The Sinai Trail is Egypt's first-ever long distance hiking trail and a sister project of the Wadi Rum Trail. It opened in 2015 as a 220km route taking 12 days to walk and crossing the territories of three Bedouin tribes. In 2018, the Sinai Trail was extended into a 550km route, taking 48 days to complete and traversing the lands of all eight Bedouin tribes in South Sinai. The Sinai Trail is operated as a community tourism project and is managed by an intertribal cooperative in which each of the region's eight Bedouin tribes is equally represented. This coming together of the region's tribes was overseen by a Bedouin Sheikh and formalised in traditional Bedouin law and it represented the first time these eight tribes had agreed to collaborate in guiding travellers this way in South Sinai in over 100 years. The Sinai Trail was founded in one of the hardest chapters Egypt's tourism has known; a time in which the country was recovering from years of revolution and civil unrest as an insurgency unfolded in the northern parts of the Sinai. With the support of a community of people in Egypt and around the world the Sinai Trail continued to grow through these difficulties and it ranks today as the country's flagship adventure tourism initiative. It has been hiked by thousands of people since opening, boosting the grassroots tourism economy in some of the country's most marginalised deserts, creating a kind of work that helps keep the region's endangered cultural heritage alive, and showing a more positive, hopeful and accurate side of a region that has been chronically misrepresented over the last decade. The Sinai Trail has received the backing of Egypt's Ministry of Tourism and its pioneering model for sustainable, community-based tourism stands widely commended around the world. 

Continental crossroads

The Sinai stands at the great continental crossroads between Africa and Asia and ranks as one of the most majestic and fabled desert wildernesses on earth. It is the age old passage land through which humans made their earliest journeys out of Africa and its deserts have for many millennia been home to peoples practising mobile pastoralist ways of life. Today, the Sinai is home to more than 20 Bedouin tribes, many of whom trace their roots to the mountains and deserts of the Arabian Peninsula. Some tribes with lands in the Sinai today are also found in the deserts of Wadi Rum.

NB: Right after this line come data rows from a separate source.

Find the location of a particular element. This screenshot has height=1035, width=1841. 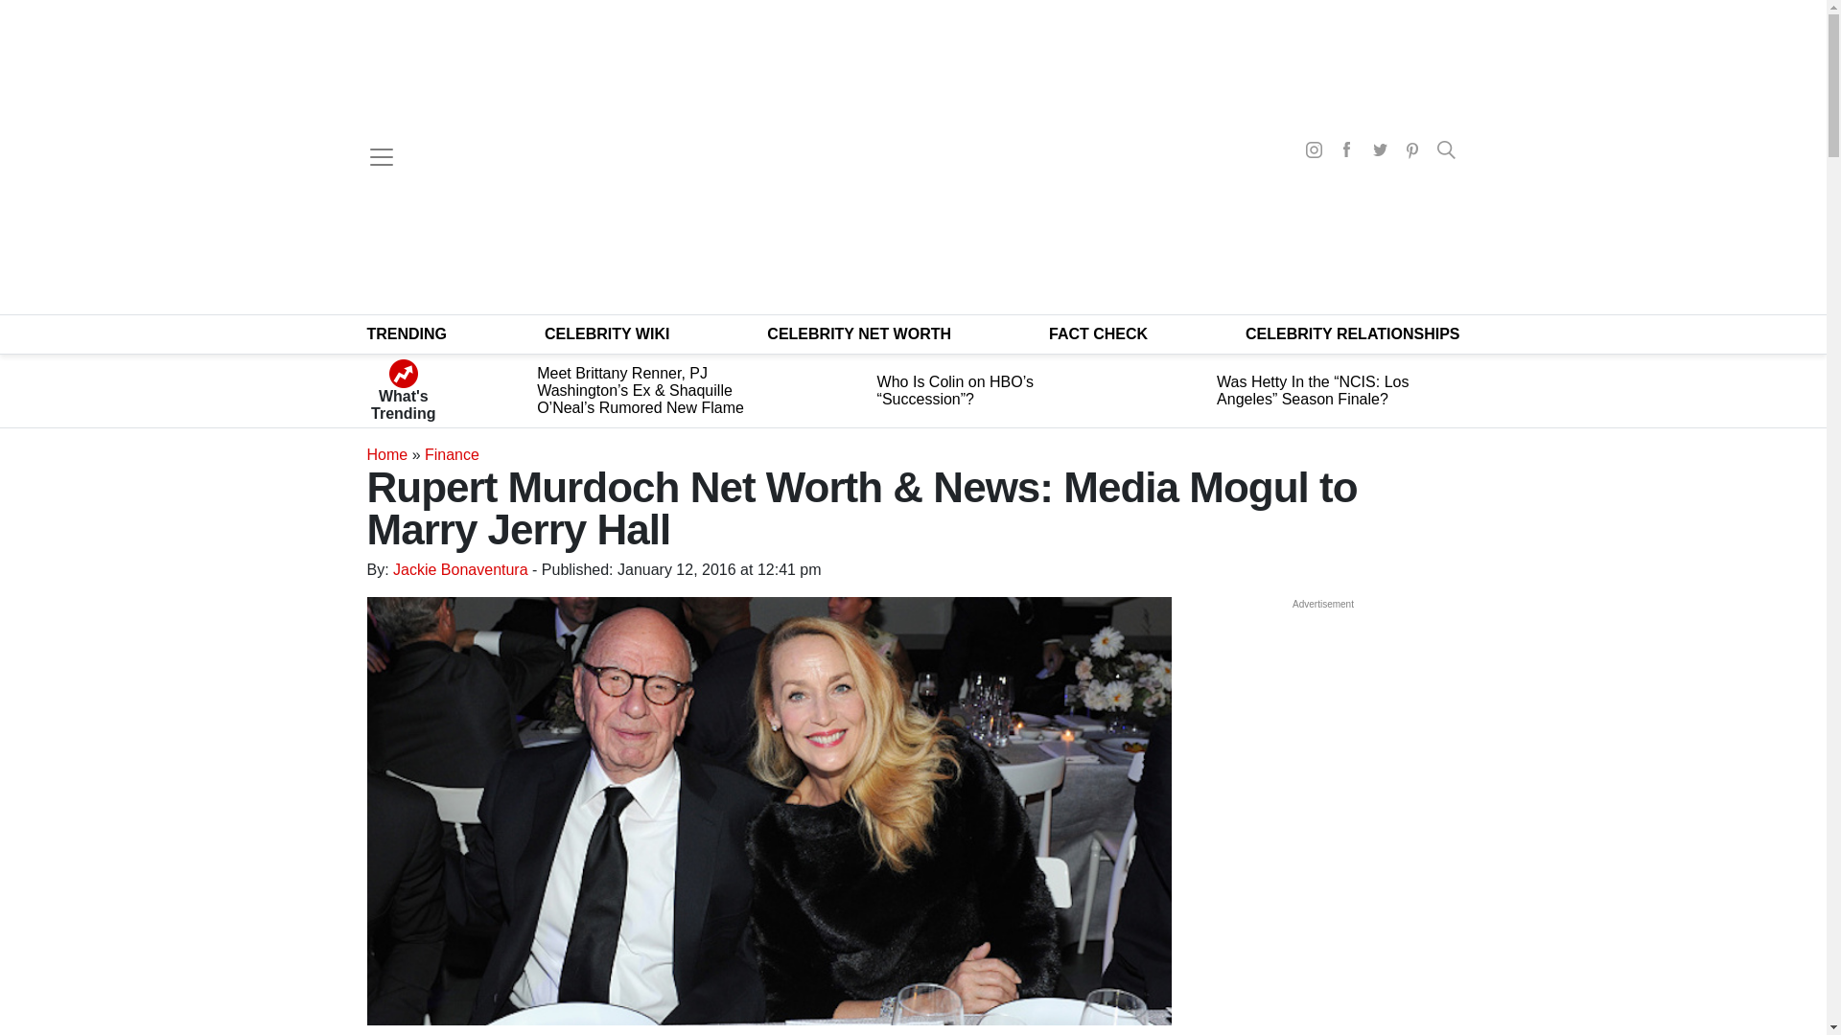

Jackie Bonaventura is located at coordinates (460, 569).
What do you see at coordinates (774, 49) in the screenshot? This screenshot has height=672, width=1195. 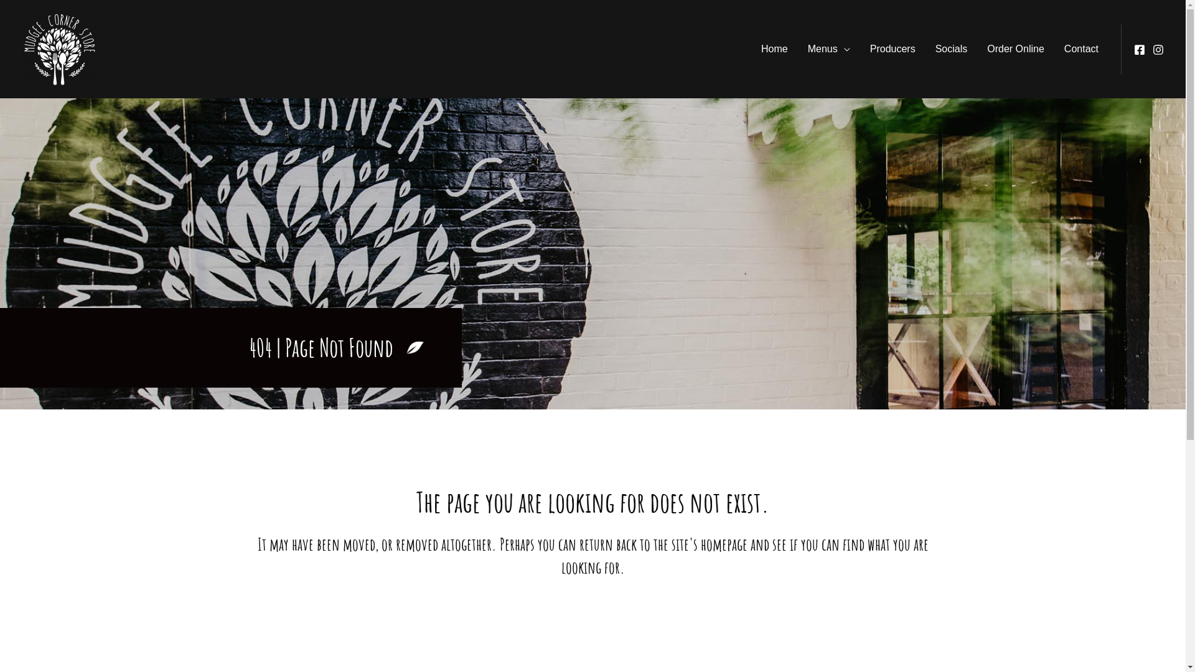 I see `Home` at bounding box center [774, 49].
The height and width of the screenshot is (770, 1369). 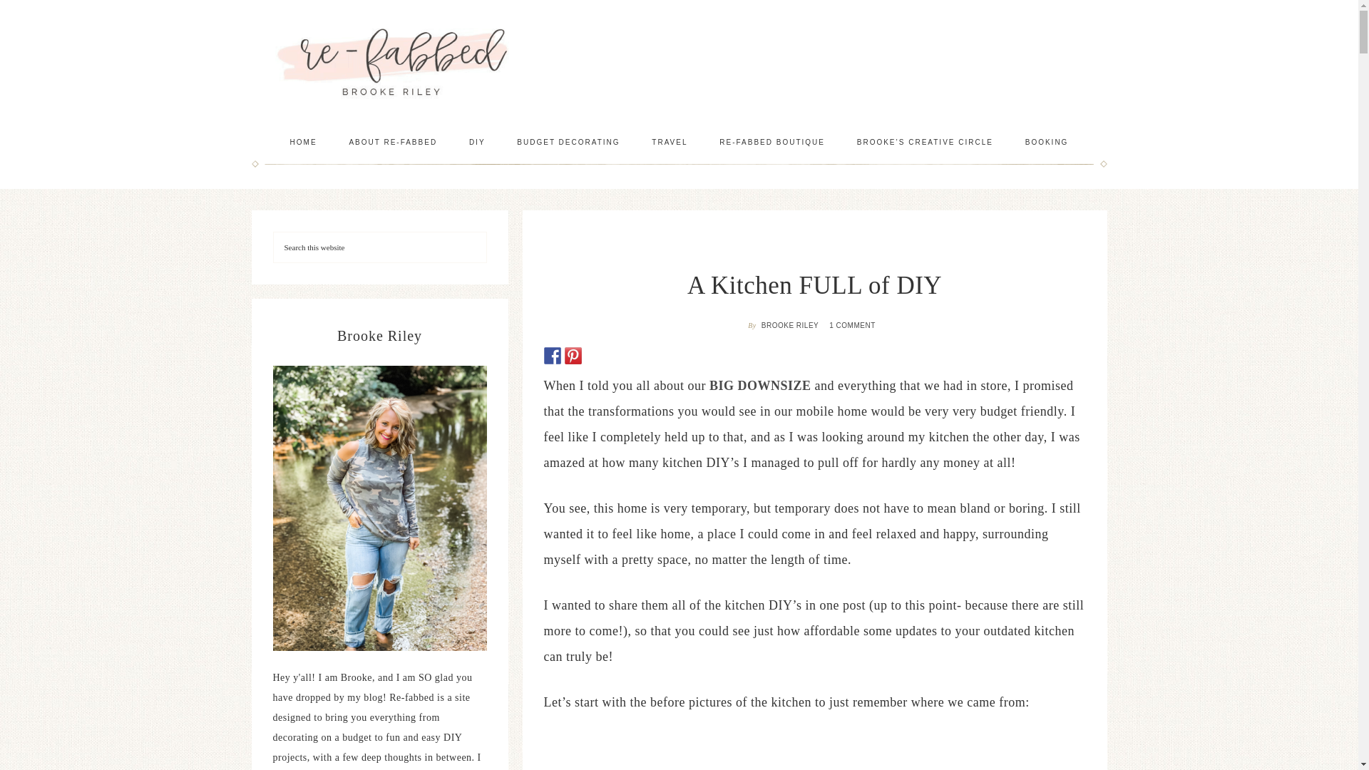 I want to click on HOME, so click(x=304, y=142).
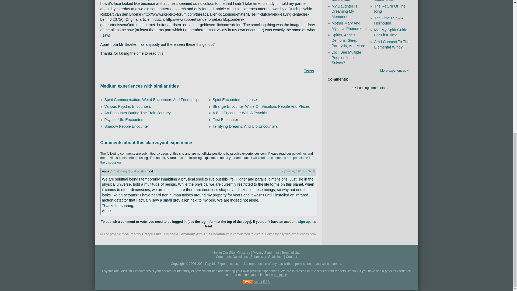 Image resolution: width=517 pixels, height=291 pixels. Describe the element at coordinates (261, 106) in the screenshot. I see `Strange Encounter While On Vacation, People And Places` at that location.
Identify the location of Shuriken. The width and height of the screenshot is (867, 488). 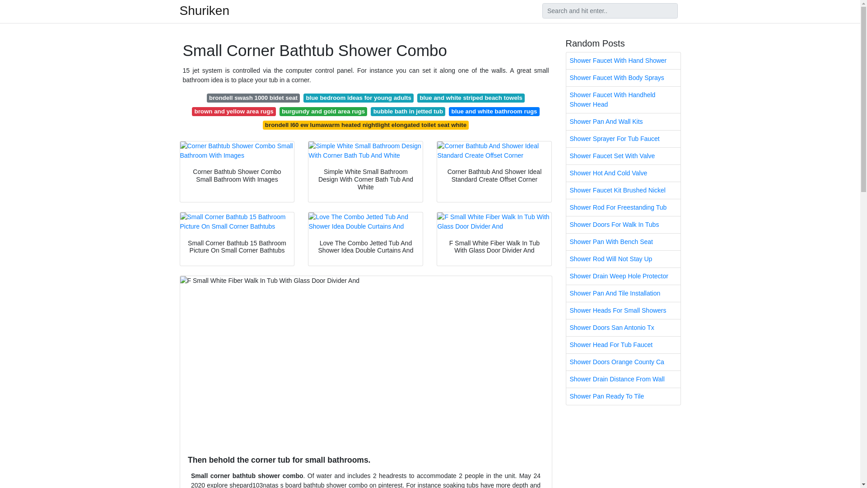
(204, 10).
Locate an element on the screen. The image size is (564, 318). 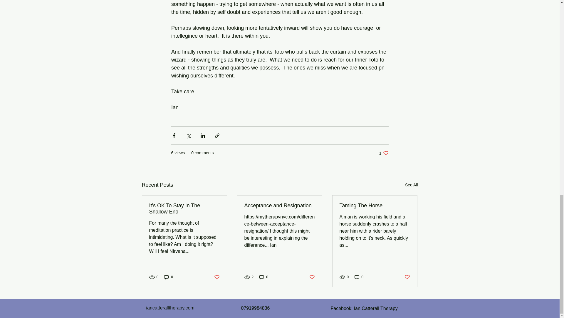
Post not marked as liked is located at coordinates (359, 277).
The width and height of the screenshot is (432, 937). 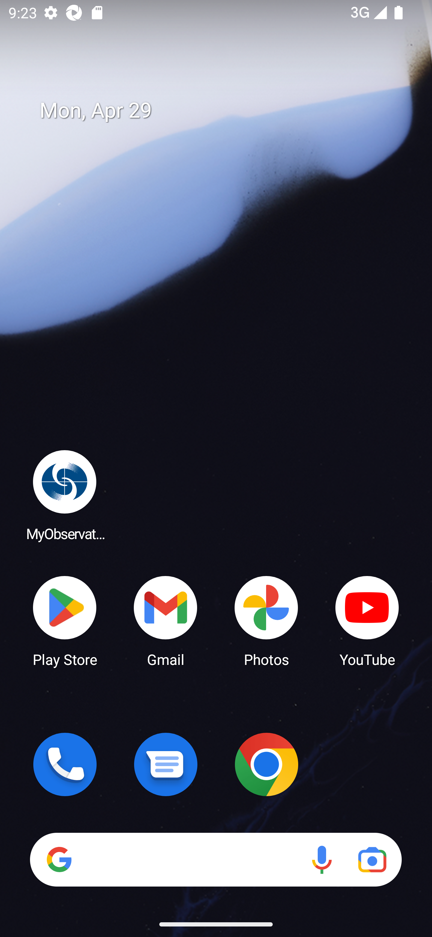 What do you see at coordinates (267, 764) in the screenshot?
I see `Chrome` at bounding box center [267, 764].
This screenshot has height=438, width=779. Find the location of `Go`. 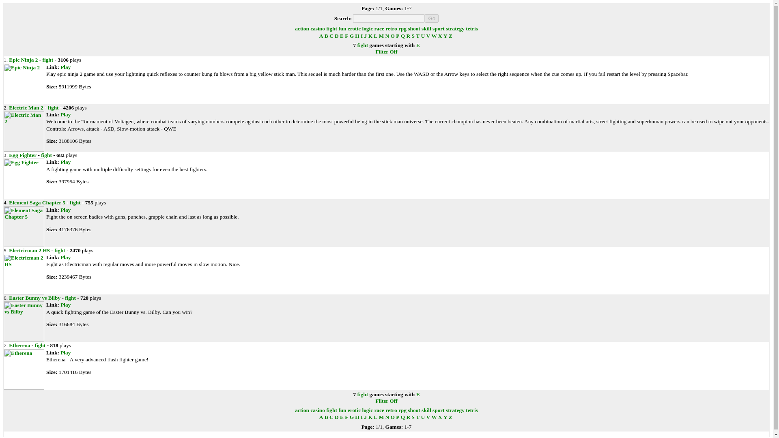

Go is located at coordinates (431, 18).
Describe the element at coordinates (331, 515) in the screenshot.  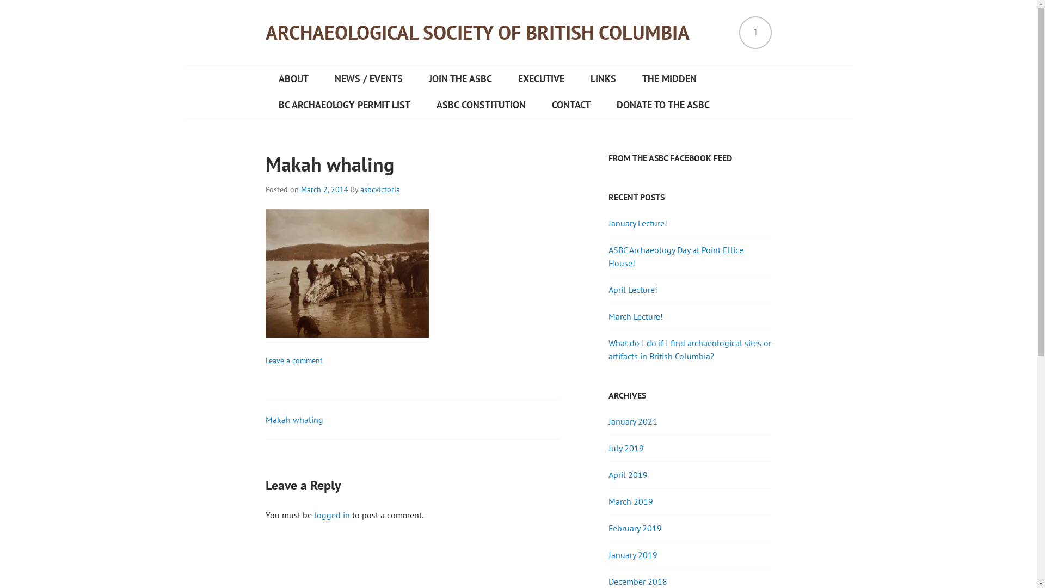
I see `logged in` at that location.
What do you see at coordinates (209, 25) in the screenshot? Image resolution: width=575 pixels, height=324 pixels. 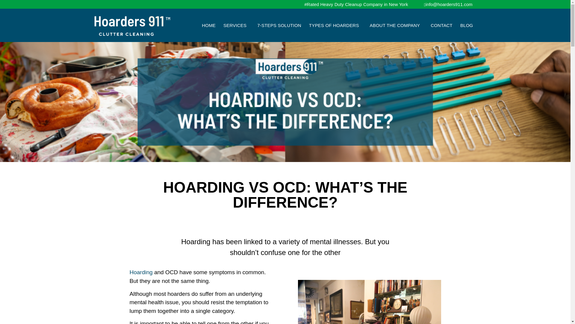 I see `HOME` at bounding box center [209, 25].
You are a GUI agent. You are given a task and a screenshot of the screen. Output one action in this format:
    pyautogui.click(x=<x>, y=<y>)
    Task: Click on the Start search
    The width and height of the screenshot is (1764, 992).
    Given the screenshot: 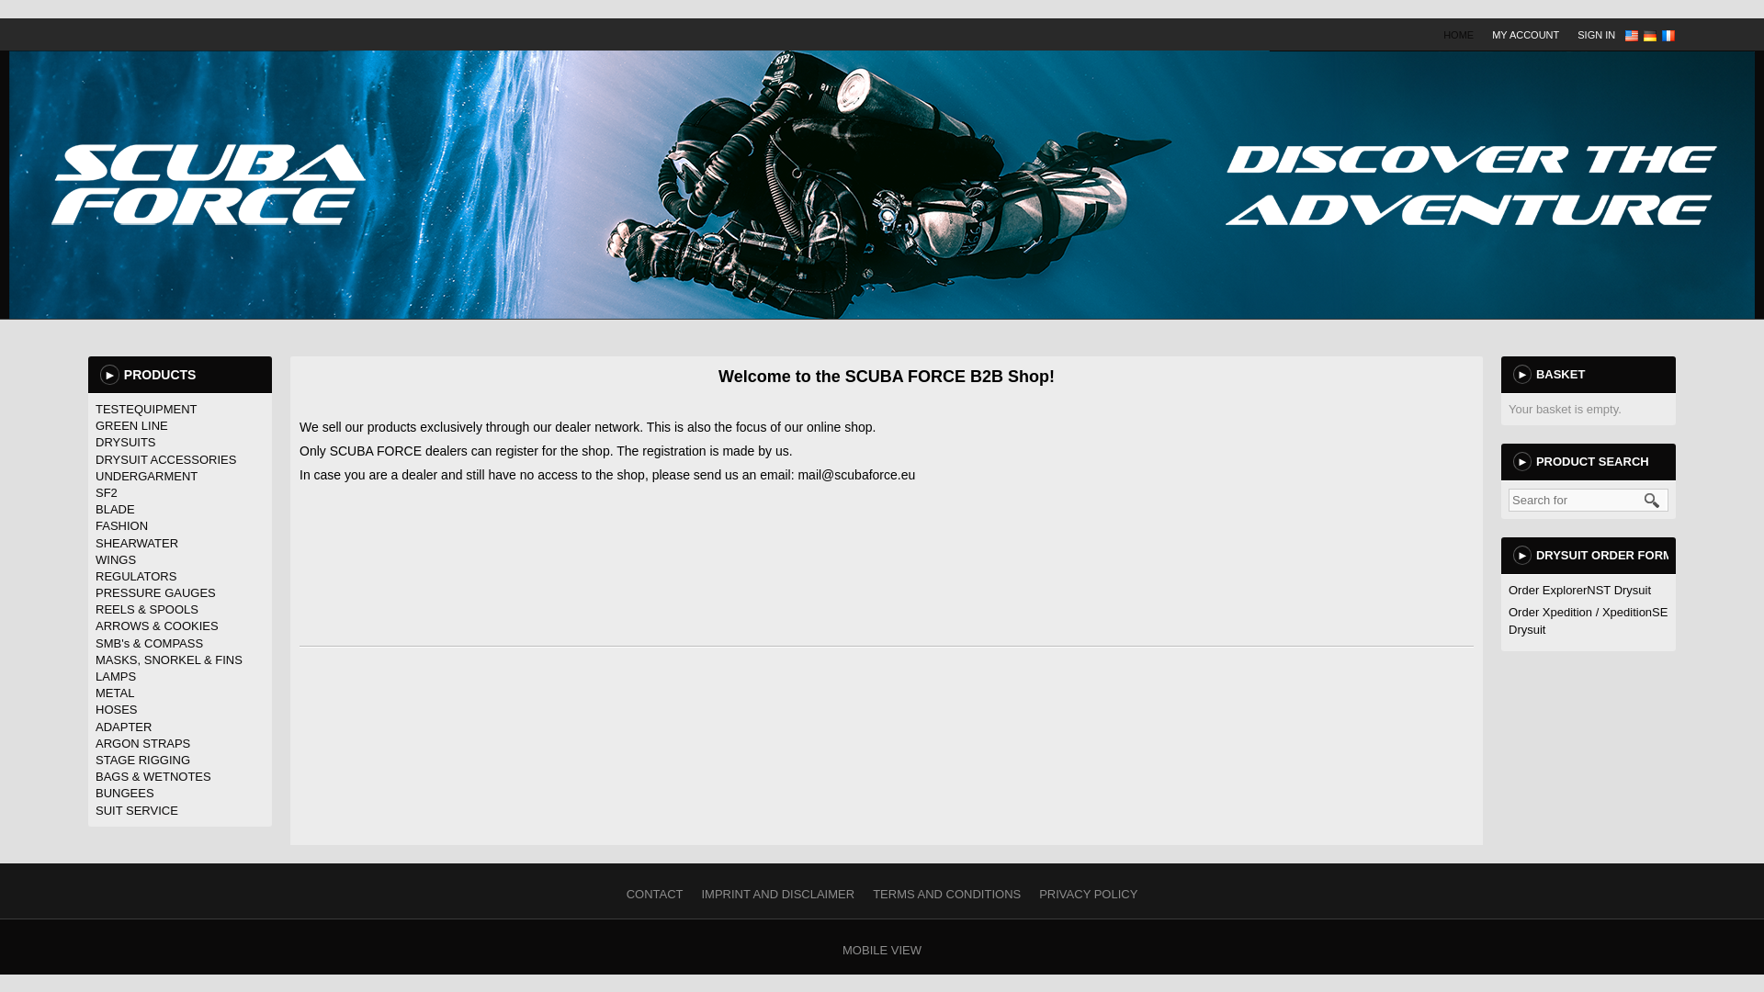 What is the action you would take?
    pyautogui.click(x=1652, y=500)
    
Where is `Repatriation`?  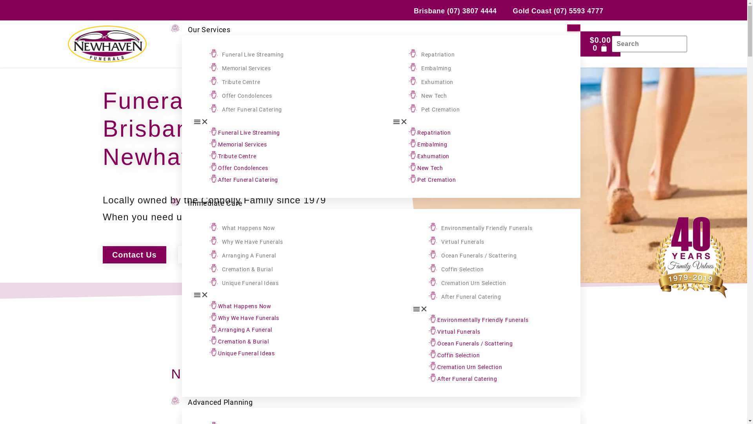
Repatriation is located at coordinates (438, 55).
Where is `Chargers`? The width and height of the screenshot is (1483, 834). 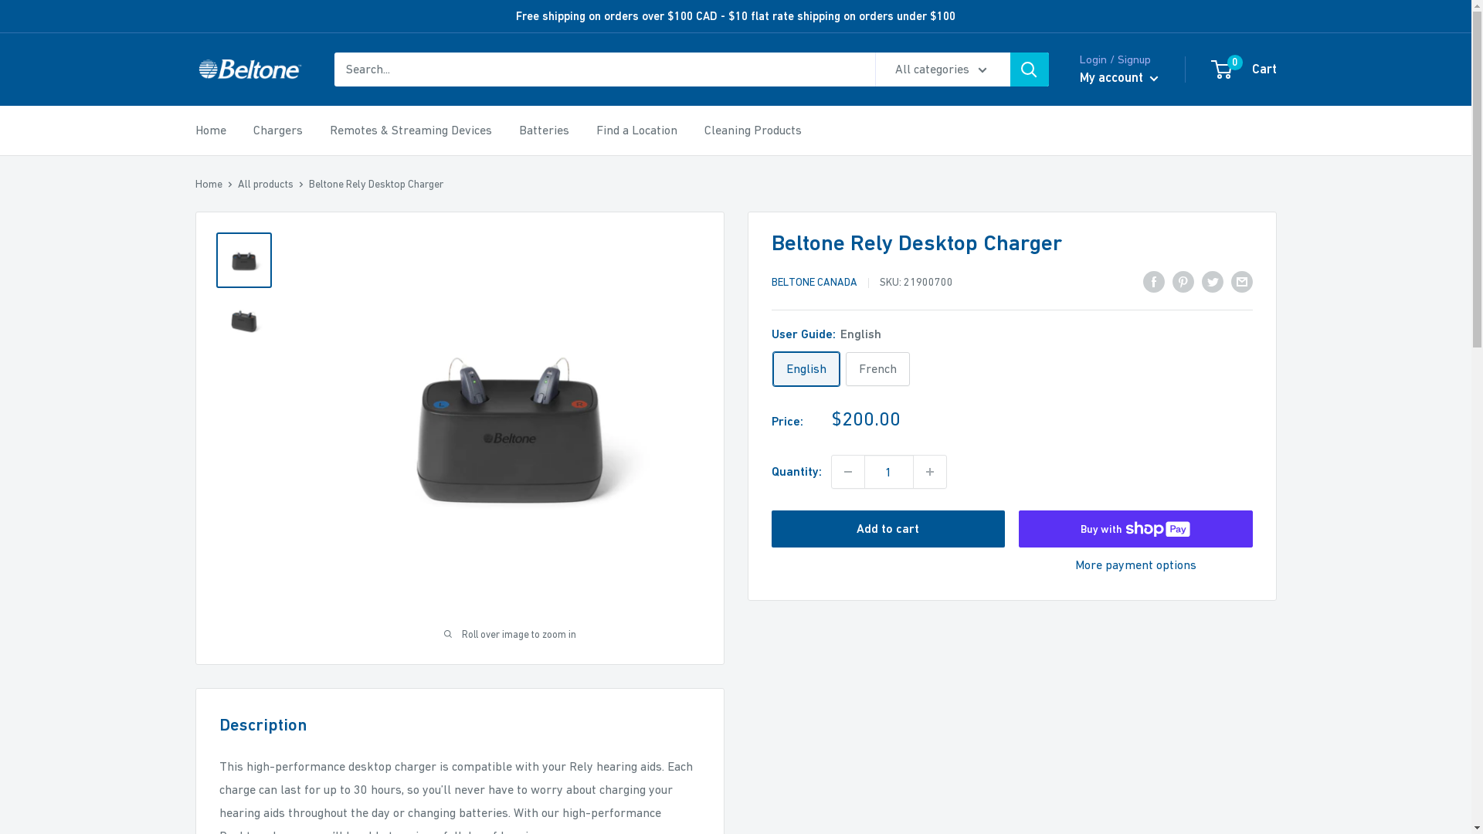
Chargers is located at coordinates (278, 131).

The Sinai and Wadi Rum are separated by less than 50km and the regions remain strongly connected by a common Bedouin heritage, the best of which it is hoped each one's trails will show. 

The Sinai Trail today

Sinai Trail, Naqb Hamedat, Wadi Rum Trail

The Sinai Trail is Egypt's most successful community tourism project. It has boosted hiking tourism in some of the country's most remote, marginalised deserts, creating legitimate new jobs and opportunities. Bedouin women have started to guide hikes in one tribal community, representing a historic first for the region. Young apprentice guides once mentored by older Bedouin on the trail now lead trips, representing a gradual passing of the project to a new generation. The Sinai Trail cooperative remains active, with its leaders representing it in high profile spaces across the region. Although the Sinai Trail operates in a highly challenging context for tourism in Egypt it continues to take forward steps, supporting its region in the most impactful way. 

Sinai Trail, Wadi Rum Trail Map

Bedouin Trail: a family of three

Bedouin Guide, Sinai Trail, Wadi Rum Trail

Along with the Red Sea Mountain Trail, the Sinai Trail is a sister project of the Wadi Rum Trail, with the three existing in a connected trail family. Each has a different tourism model designed for its own home region and all function independently, but they remain united through common values, working principles and the broad goal of showing the great depth and beauty of the Middle East's Bedouin heritage to the wider world. The Red Sea Mountain Trail, Sinai Trail and Wadi Rum Trail came together more formally in spring 2023 to form a new, intercontinental hiking passage that runs more than 1200km between Africa and Asia, known as the Bedouin Trail. Each collaborate to oversee the route and the Sinai Trail links its Asian and African sides together.